About 3,100 known meteorites originate in rocky crust and mantle layers asteroids, but it reveals little about the diversity of protoplanets when our solar system was young. About 95% come from just two parent bodies, and about 75% from those come from one source – possibly the asteroid 4 Vesta, one of the largest objects in the asteroid belt, the researchers reported.
A meteoric rarity
Among the thousands of rocky meteorites, EC 002 stood out. Radioactive versions, or isotopes, of aluminum and magnesium indicate that the meteorite’s parent was an ancient body dating from 4.566 billion years ago, and the chemical composition of EC 002 revealed that it was from a partially molten magma. reservoir in the crust of the parent body. Most rocky meteorites come from basalt crust sources – rapidly cooling lava rich in iron and magnesium – but the composition of EC 002 showed that its parent’s crust was made of andesite, which is rich in silica.
“This meteorite is the oldest magmatic rock analyzed so far and sheds light on the formation of the craters that covered the oldest protoplanets,” the study’s authors reported.

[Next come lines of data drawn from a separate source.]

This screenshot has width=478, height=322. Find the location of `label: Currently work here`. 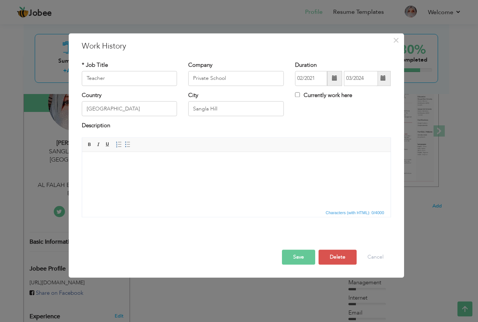

label: Currently work here is located at coordinates (323, 95).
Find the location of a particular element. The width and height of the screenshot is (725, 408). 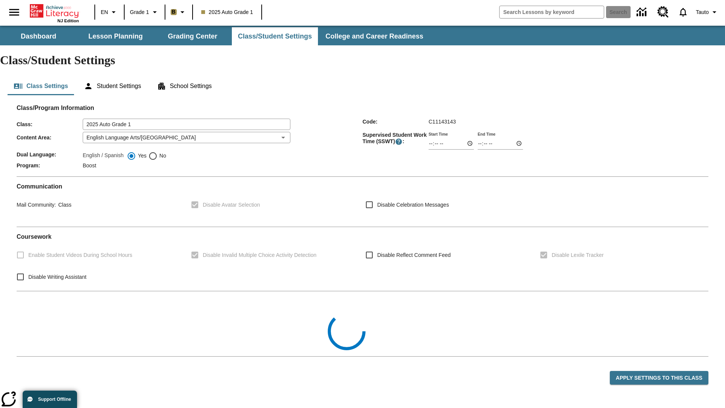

Although EC 002 is highly uncommon, other studies have found that such silicons with silicon infusion were probably common during the formation of our solar system, “contrary to what the meteorite record suggests,” the researchers wrote.
“It is reasonable to assume that many similar chondritic bodies were simultaneously accreted and covered by the same type of primordial crust,” the study’s authors said. However, when scientists looked at the spectral “fingerprints” of the cosmic objects – wavelength patterns in the light they emit or reflected – and compared them to EC 002, they found no similarities. Even after comparing 10,000 objects in the Sloan Digital Sky Survey database, EC 002 was ‘clearly distinguishable from all asteroid groups’, the scientists reported. “No object with spectral properties similar to EC 002 has been identified to date.”
Where are all the protoplanets with andesite crusts today? According to the study, most of these protoplanets probably occurred in our solar system during the volatile period of planetary birth. Either they were shattered in collisions with other rocky bodies, or they were taken up by larger and more successful rocky planets, such as Earth, Mars, Venus and Mercury, which left few traces to spawn meteorites like EC 002.
“Remains of primeval enesity crust are therefore not only rare in the meteorite record, but they are also rare in the asteroid belt today,” the scientists wrote.
The findings were published online in the journal on March 8 Proceedings of the National Academy of Sciences.